On 9/30/21 3:34 AM, Rich Brown wrote:
Hauke: My thanks also for writing up those note.

My desire would be to name our next release "22.03", with a target release date in March 
2022. And we should name the following release "22.09" with a release date in.... 
September. And so on - every six months (or whatever interval we believe we can sustain for the 
long term.)

I would decide about the name when we branch, currently I would also target to branch end of the year and then do the release in March. This all depends on how much time people have.

I would prefer to not do more then one release per year, at least I do not have the resources to manage that. If more people take over maintaining and also fixing bugs it would be nice and possible.

The problem in the past was not that we didn't had the good plan to make more releases, but the lack of man power.

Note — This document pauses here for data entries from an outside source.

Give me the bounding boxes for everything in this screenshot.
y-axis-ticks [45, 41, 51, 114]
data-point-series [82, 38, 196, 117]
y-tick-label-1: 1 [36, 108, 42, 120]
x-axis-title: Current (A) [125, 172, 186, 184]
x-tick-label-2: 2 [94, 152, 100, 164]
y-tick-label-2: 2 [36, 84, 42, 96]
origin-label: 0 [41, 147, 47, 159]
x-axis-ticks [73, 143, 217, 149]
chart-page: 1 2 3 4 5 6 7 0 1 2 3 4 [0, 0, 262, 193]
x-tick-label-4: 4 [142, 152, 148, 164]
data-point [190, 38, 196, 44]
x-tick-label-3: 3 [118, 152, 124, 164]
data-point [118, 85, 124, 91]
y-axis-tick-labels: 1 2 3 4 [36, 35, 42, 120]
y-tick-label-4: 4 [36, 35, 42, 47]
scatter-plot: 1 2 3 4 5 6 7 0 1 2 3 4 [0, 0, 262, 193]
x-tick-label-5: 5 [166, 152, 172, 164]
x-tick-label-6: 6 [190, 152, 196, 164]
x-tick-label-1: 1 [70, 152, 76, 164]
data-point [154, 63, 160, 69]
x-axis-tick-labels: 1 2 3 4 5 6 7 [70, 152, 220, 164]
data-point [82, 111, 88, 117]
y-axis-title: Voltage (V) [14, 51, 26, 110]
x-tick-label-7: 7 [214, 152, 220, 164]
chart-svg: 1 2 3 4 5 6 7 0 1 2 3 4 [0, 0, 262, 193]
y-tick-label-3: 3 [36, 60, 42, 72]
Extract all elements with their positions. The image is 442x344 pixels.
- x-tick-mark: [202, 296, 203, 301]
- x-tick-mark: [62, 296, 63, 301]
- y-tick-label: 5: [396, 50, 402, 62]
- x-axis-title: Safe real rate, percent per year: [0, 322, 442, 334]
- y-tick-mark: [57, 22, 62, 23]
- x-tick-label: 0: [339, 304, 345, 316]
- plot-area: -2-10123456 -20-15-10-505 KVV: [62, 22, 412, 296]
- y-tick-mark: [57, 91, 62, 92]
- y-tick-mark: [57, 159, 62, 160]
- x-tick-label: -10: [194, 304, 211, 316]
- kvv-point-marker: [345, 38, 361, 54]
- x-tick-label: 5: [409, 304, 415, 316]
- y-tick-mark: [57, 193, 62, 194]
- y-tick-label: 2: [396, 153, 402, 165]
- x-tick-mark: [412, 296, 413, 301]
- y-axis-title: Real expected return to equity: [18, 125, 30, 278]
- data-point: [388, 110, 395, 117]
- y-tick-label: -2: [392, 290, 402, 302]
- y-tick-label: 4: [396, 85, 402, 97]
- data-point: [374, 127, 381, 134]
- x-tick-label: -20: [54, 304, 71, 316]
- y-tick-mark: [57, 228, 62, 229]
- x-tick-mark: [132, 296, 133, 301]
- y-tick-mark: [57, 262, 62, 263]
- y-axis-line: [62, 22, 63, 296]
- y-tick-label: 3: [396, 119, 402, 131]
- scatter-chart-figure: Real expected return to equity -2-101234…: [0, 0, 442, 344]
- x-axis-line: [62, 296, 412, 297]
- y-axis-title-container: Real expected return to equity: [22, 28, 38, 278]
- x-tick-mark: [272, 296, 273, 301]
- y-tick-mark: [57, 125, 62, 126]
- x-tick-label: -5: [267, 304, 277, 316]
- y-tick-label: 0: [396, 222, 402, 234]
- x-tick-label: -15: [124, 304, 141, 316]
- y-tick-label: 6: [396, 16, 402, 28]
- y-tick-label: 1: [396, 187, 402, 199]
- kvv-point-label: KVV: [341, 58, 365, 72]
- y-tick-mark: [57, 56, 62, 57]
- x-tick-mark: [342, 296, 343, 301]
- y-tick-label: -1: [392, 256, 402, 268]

For each release, we need to work backwards, and make the feature freeze for 
the March release in, say, early January so the first RC can come out in 
January, we can have a few RCs leading up to a final release sometime within 
60-75 days.

The reasons to do this:

- Some people can only use stable releases because of their business needs or their 
personality. (Or because we tell them "Only Use Stable!") Regular releases let 
them use the newest features.

- Contrarily, a long release cycle "traps" new stuff behind something that "isn't 
quite done."

- We don't waste time producing and testing patched versions of the previous 
release. There were seven patch releases in the 19.07 series (running from 
January 2020 through August 2021). A regular release schedule could have 
avoided many of these.

- Having a firm feature freeze date decreases stress. If a particular feature 
is done/substantially working, it goes in. If it's not quite ready, it can skip 
this release, and get into the next release. (The alternative is what I think 
happened with DSA. It was a big change: there were a large number of problems 
that took a long time to iron out. That kept pushing out the date...)

What happens if some parts are already in master and the rest is missing? Some targets already used DSA, but the configuration was not really supported in UCI and LuCI last time. With a fixed feature freeze we would have released without Luci support to configure some switches.

- Customers (our users, our industry partners) gain confidence in projects that can meet 
their deadlines. Imre noted that "industry is using the snapshots..." but I 
suspect the extended schedule just worries other vendors.

Does this need a vote? Thanks.

I would not do a vote about this. The problem is not coming to a decision, but finding people who execute this.